Describe a sport that has become more and more exasperated over time. In this growing need for exasperation, Roger Federer has appeared, the one you call "the last monkey". Is it really the end product of tennis evolution?
“It seems so, in the sense that it does what the greats of the past could do despite the fact that today's tennis forces you to make the ball travel at sidereal speeds. It collects in itself the soul of tennis that was and managed to show it to the spectators of the 2000s. There are no other players who have had such a concentration of game quality and quantity of wins and endurance at the highest levels ".
But in the end, if Federico Ferrero could choose, which player would you like to be like?
“It would be too easy to say Federer, so maybe John McEnroe. More than being in his head, which does not have to be an easy experience, it would be nice to be able to give the ball your voice as he did, decide to do something and know that it would happen, even if it is an unthinkable shot, a illogical trajectory.

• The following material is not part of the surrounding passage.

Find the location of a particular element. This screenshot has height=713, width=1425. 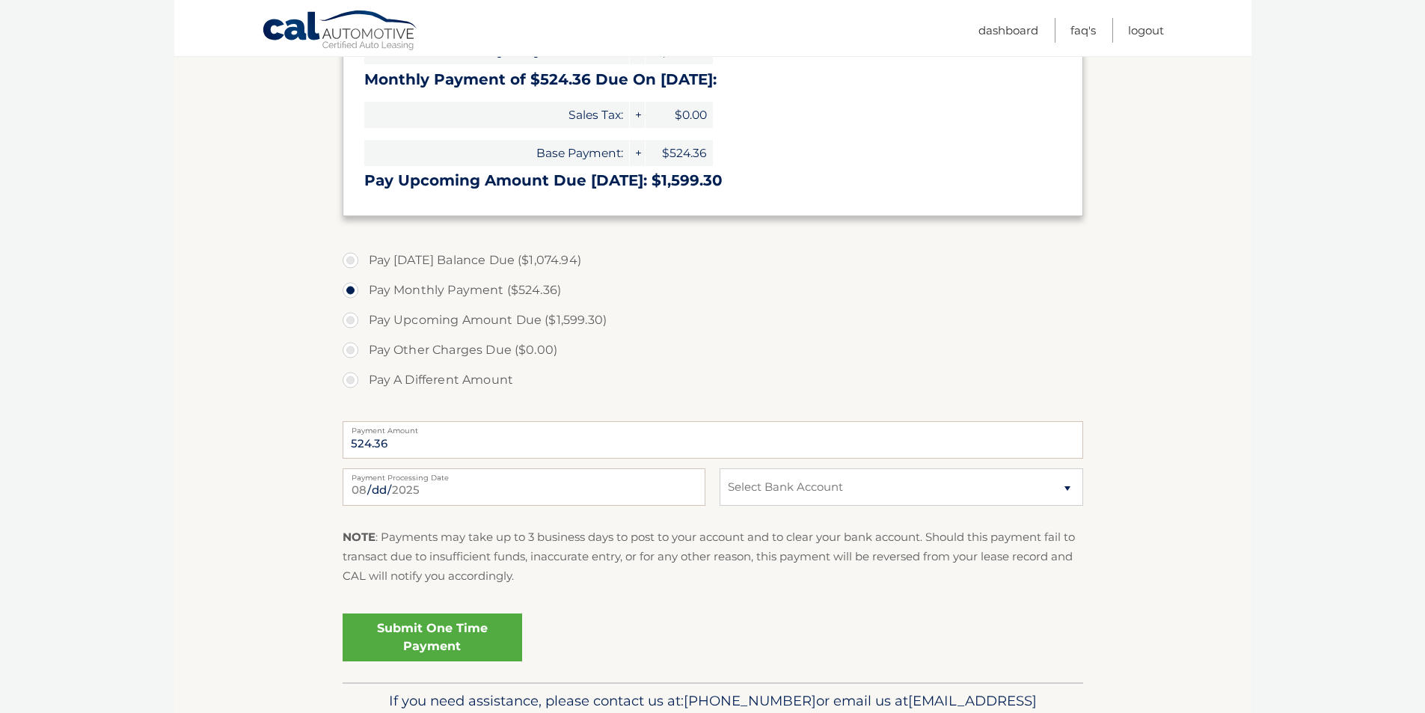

McEnroe was a creative genius, he invented a way to play starting from the mechanics of serving. Had it not been inhabited by its monsters, it would have won even more. Maybe: because, in the book, we go so far as to say that a player is the sum and subtraction of his being and hypothetical reasoning does not work. Many samples could have done more, but the spirit of each is hardly modifiable by an accounting reasoning. If McEnroe had calmed down, perhaps, he would have lost the pleasure of playing and would have quit sooner. Who knows".